Iran, Turkey, and Russia Aren’t Natural Friends. It’s Up to the U.S. to Keep It That Way.

Foreign Policy

One of the more curious and troubling developments in the course of the Syrian civil war has been Turkey’s rapprochement with Russia and cooperation with Iran.

For centuries, Turkey and Russia were enemies, regardless of who ruled each country. To begin with, Russia considered itself (and still considers itself) the custodian of the true Eastern Orthodox Church after the fall of Byzantium to the Turks. The Ottomans regularly fought the czars, especially over Russian attempts to gain access to the Mediterranean Sea. Turkey remained neutral in World War II, which benefitted Nazi Germany as much if not more than Soviet Russia. And Turkey joined NATO, giving the alliance its longest border with the Soviet Union. There was never much love between the two countries.
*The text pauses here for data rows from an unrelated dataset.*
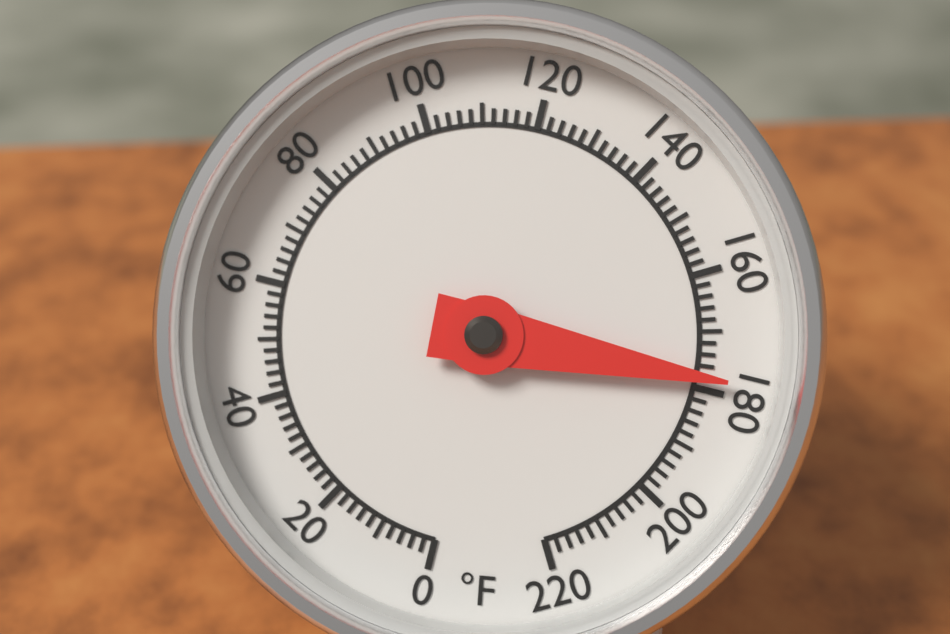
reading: 178 °F
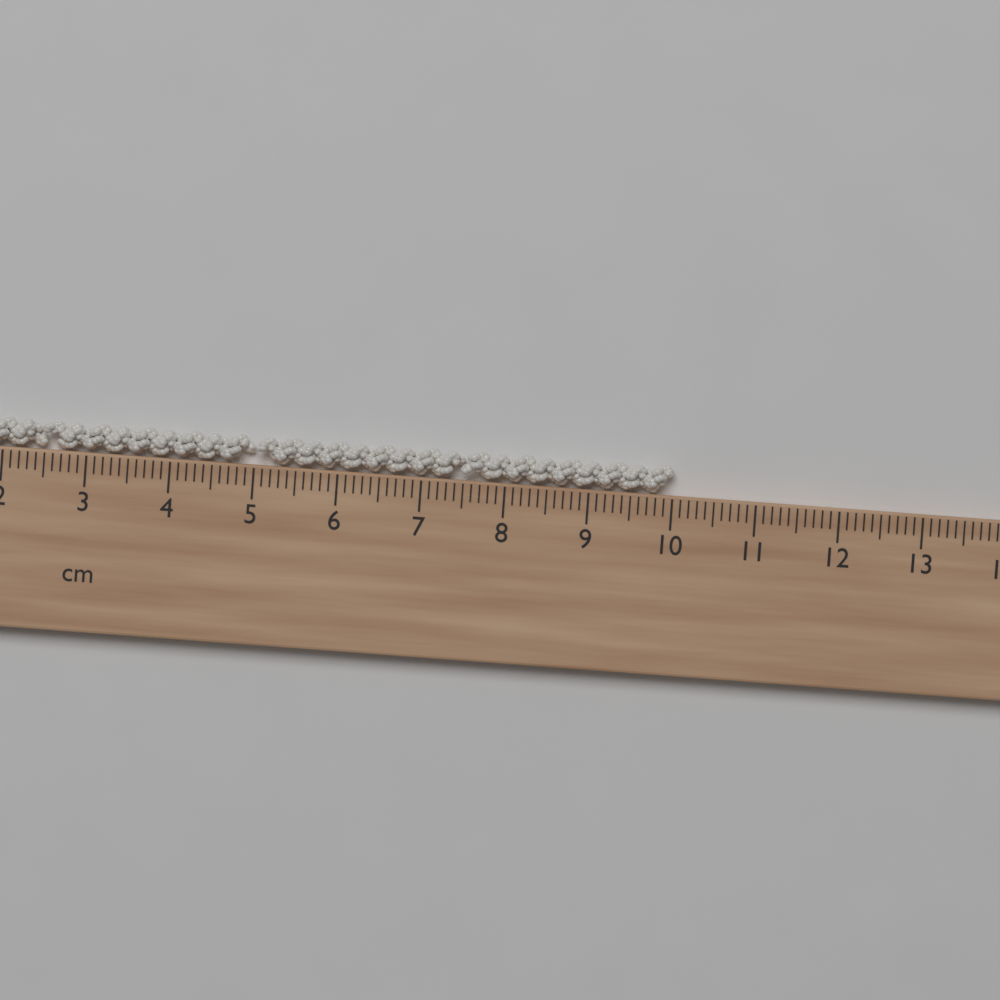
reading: 10.0 cm
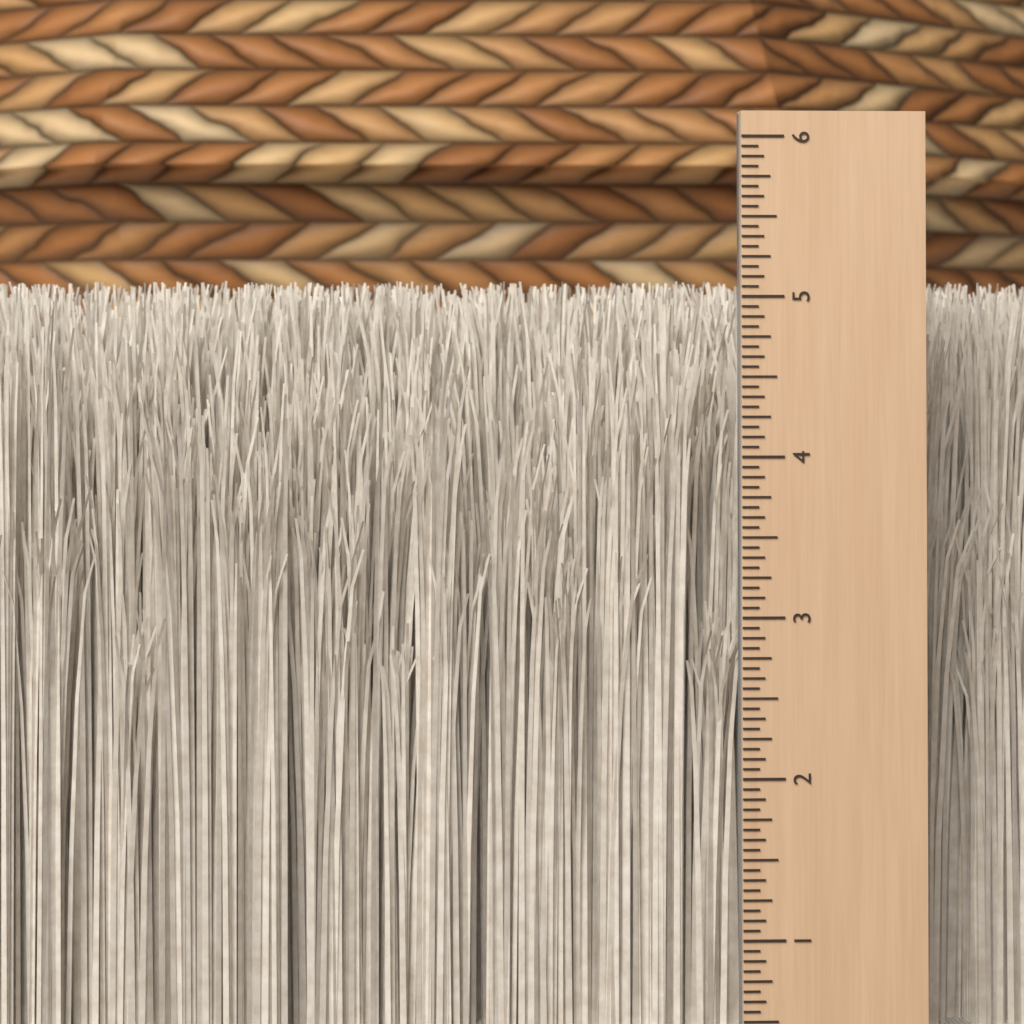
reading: 5.1250 in
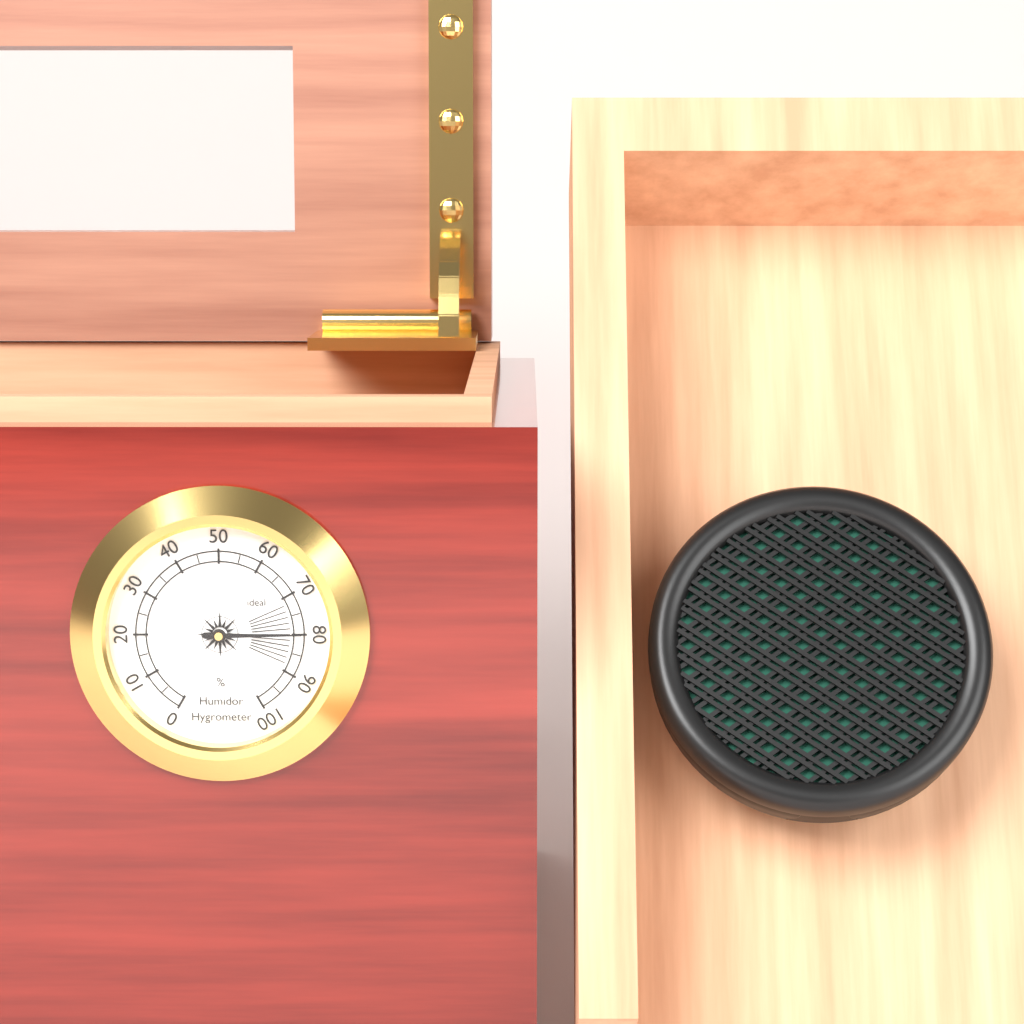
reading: 80 %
Turkish relations with Iran were nearly as antagonistic for some 150 years, but subsequently transformed into mutual caution and suspicion. After all, Shia Persia never came under the control of the Sunni Ottomans. That the three countries have begun to work closely together to contain the Syrian civil war is more a function of their perceived perception of American weakness than of any upsurge in mutual love.